Department of Philosophy

Princeton University

Princeton, NJ, USA

Paul Russell

Lund Gothenburg Responsibility Project (LGRP)

Lund University

Lund, Sweden

Department of Philosophy

University of British Columbia

Vancouver, BC, Canada

Andrs Szigeti

Lund Gothenburg Responsibility Project (LGRP)

Lund University

Lund, Sweden

Department of Philosophy

Institute for Culture and Society (IKOS)

Linkping University

Linkping, Sweden

Matthew Talbert

Lund Gothenburg Responsibility Project (LGRP)

Lund University

Lund, Sweden

Department of Philosophy

West Virginia University

Morgantown, WV, USA

Daniel Telech

Polonsky Academy for Advanced Study in the Humanities and Social Sciences

The Van Leer Jerusalem Institute

Jerusalem, Israel

Marcel van Ackeren

Faculty of Chemistry and Pharmacy

Wrzburg University

Wrzburg, Germany

Department of Philosophy

Oxford University

Oxford, UK

Aness Kim Webster

Department of Philosophy

Durham University

Durham, UK

Andrs Szigeti and Matthew Talbert

is that we do not understand Williamss work well enough and that more philosophy is required to understand it better. No doubt, Williams was and remains a highly influential and respected figure, not just as a philosopher but alsomost unusually for analytical philosopherswell beyond the world of academe. During his dazzling academic career, he held prestigious positions at universities in Britain and the United States, and he was also sought after as a public intellectual and a policy advisor. And yet he is not infrequently regarded as a bit of a maverick, a Socratic figure who asks the right questions but does not supply the answers and, truth be told, more often than not has not even seriously attempted to do so. This volume joins the hopefully growing number of attempts to decisively counter this characterization.

Granted, there are a few things everybody with even a minimal interest in analytical philosophy will (more or less grudgingly) acknowledge about Williams: that he was a brilliant and original moral philosopher who eschewed the dry conceptual analyses favored by some of his contemporaries in preference for a more historically oriented approach, that he was deeply critical of attempts to resolve difficult moral problems by invoking abstract and technical distinctions, and that he did not think it was desirable or possible to present ones views as a philosophical system. In light of this skeptical and anti-theoretical attitude, even many fans of Williamss work tend to emphasize its negative aspects. In particular, he is widely recognized for his sustained and many-faceted critique of the morality systemthat is, the system of modern moral practices which Williams himself referred to as the peculiar institution and which he associated with a set of distinctive philosophical, mostly Kantian but also Utilitarian, ideas.

We agree with those commentators (, etc.) who argue that this depiction is woefully one-sided and simplistic even in its praise, let alone its criticisms.

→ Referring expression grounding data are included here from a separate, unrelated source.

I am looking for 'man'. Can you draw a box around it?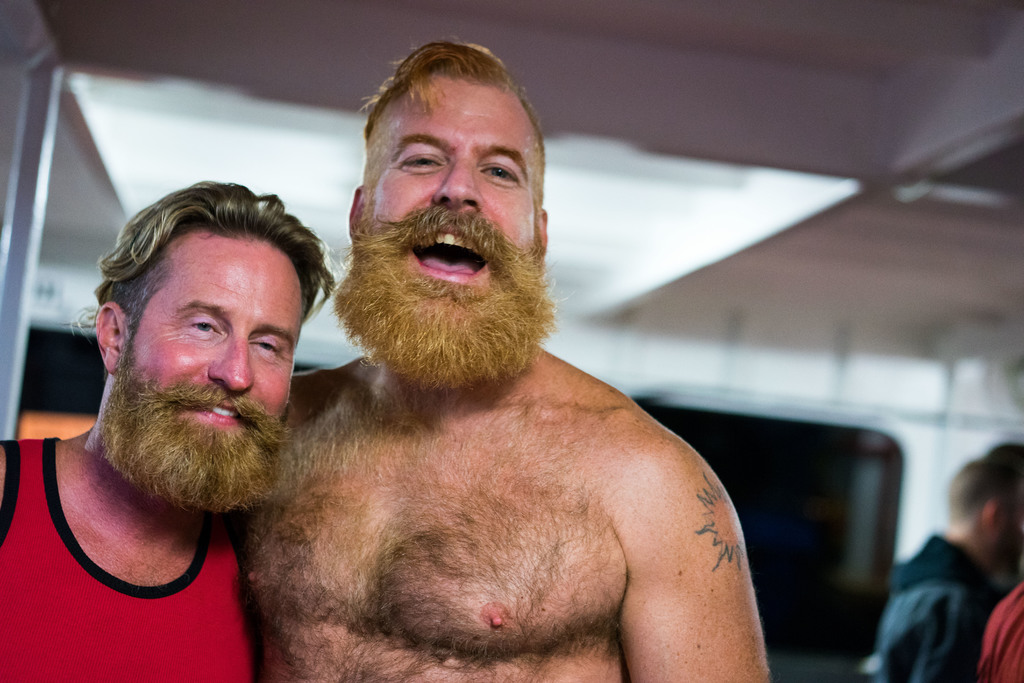
Sure, the bounding box is bbox=(223, 65, 792, 677).
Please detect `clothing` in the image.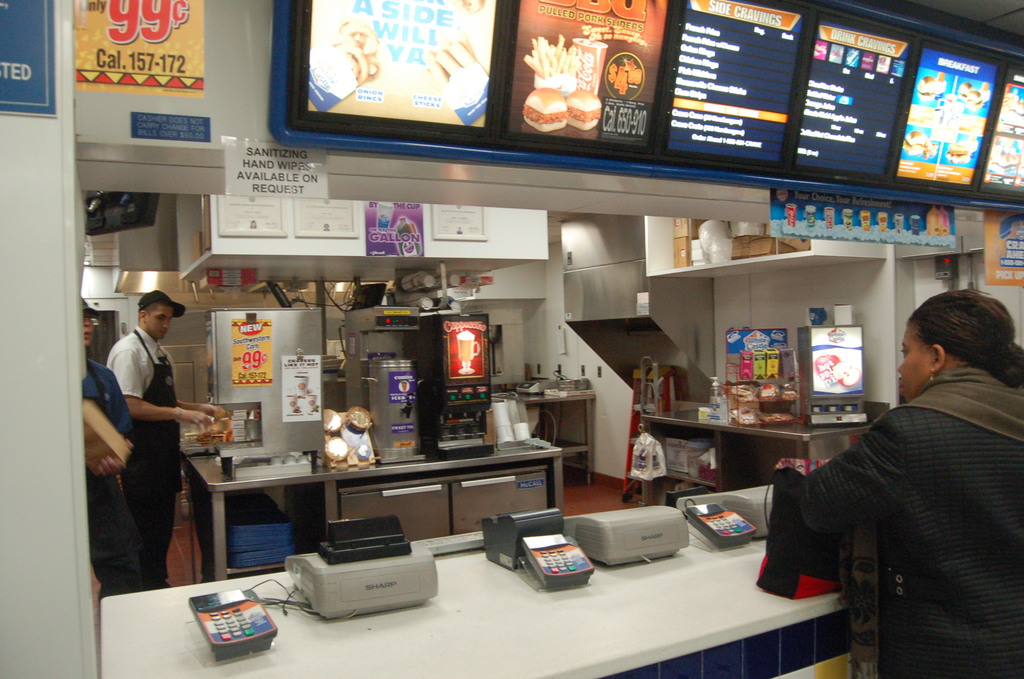
{"x1": 72, "y1": 357, "x2": 141, "y2": 601}.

Not just because it underplays the coherence of Williamss key ideas but also because it ignores Williamss intention to make a positive contribution to several areas in ethics and metaethics, including debates on the problem of free will and moral responsibility, the nature of moral emotions and reactive attitudes, the scope of rational motivations in morality, the possibility of moral knowledge, and much more. This anthology has been put together in the spirit of the latter assessment of Williamss work. Specifically, our aim has been to select chapters that focus on the substantive and original ideas and methods Williams developed as part of his distinctive outlook in ethics. Needless to say, in analytical philosophy the elaboration of new ideas and methods nearly always proceeds by way of criticizing extant alternatives. This is perhaps especially so in Williamss work, given the above-mentioned historical and skeptical orientation of his entire approach. Consequently, it should come as no surprise that the chapters collected here also reflect extensively on the critical and negative side of Williamss philosophy. That said, the primary interest of the authors contributing to this volume has been to focus on Williamss conceptual and methodological innovations. Our hope, in short, is that these chapters will add some new strokes to the emerging picture of Williamss philosophy as a fully fledged alternative approach in ethics.